You do not give enough detail in your original post to help us judge whether the (radically different) approach that you propose to use here, really makes business sense. Which is not a point-of-view anything like programming.
Mere repetition ... even 50 or 100 times over ... is not necessarily a bad thing, especially if some of the PHP and/or some of the stored procedure code is not exactly the same. (Did you, yourself, write 100% of this stuff?) Nor does it matter that PHP was used ... it is a programming-language, as is a stored procedure. What you get for your repetition in this case is a complete lack of coupling between all 50 instances of a system that, right now, is known to meet the needs of 50-100 users. If either of these two programming-driven components, within any of these “repeated” food-chains, does something that is not exactly like every single one of the others, then your present approach can do that without disruption. And-d-d-d-dd... it runs on Windows.
You might say that it sucks. But you’re the only one who has to see that. 50-100 other people see that it runs. No matter what the Marketing Department introduces to us as its next must-have requirement, all we have to do now is to set up the 51st set of files, initially based on the 50th. There is a lot to be said for being able to do such a thing, and in about an hour.
Okay, so you want to learn Mojolicious (did you do a selective comparison or – just asking a fair and very-relevant question – did you pick that one out of a hat?), and Linux. Grok that. But if this be the case, then I’d suggest that you start by building the Mojolicious example-app on a virtual-machine that runs Linux, and to reconsider your options for any future work only after doing all that. Don’t shack-up a future business requirement to it. Not yet, anyway. (Try running Perl and Mojolicious in the Windows environment, too. It works.)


### WORK ORDER
Everything in the data except the pictures belongs in your answer, copied exactly.
*** THE DATA ***
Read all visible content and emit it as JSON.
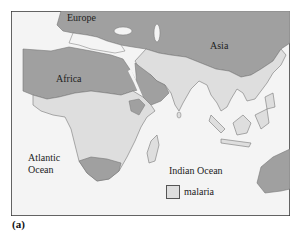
{
  "map": {
    "labels": {
      "europe": "Europe",
      "asia": "Asia",
      "africa": "Africa",
      "atlantic": "Atlantic\nOcean",
      "atlantic_line1": "Atlantic",
      "atlantic_line2": "Ocean",
      "indian": "Indian Ocean"
    },
    "legend": {
      "label": "malaria",
      "swatch_color": "#dedede"
    },
    "colors": {
      "sea": "#f4f4f4",
      "land": "#a0a0a0",
      "malaria": "#dedede",
      "coast": "#777777",
      "frame": "#333333"
    }
  },
  "caption": "(a)"
}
*** End of THE DATA ***
### WRITTEN SOLUTION
Read all visible content and emit it as JSON.
{
  "map": {
    "labels": {
      "europe": "Europe",
      "asia": "Asia",
      "africa": "Africa",
      "atlantic": "Atlantic\nOcean",
      "atlantic_line1": "Atlantic",
      "atlantic_line2": "Ocean",
      "indian": "Indian Ocean"
    },
    "legend": {
      "label": "malaria",
      "swatch_color": "#dedede"
    },
    "colors": {
      "sea": "#f4f4f4",
      "land": "#a0a0a0",
      "malaria": "#dedede",
      "coast": "#777777",
      "frame": "#333333"
    }
  },
  "caption": "(a)"
}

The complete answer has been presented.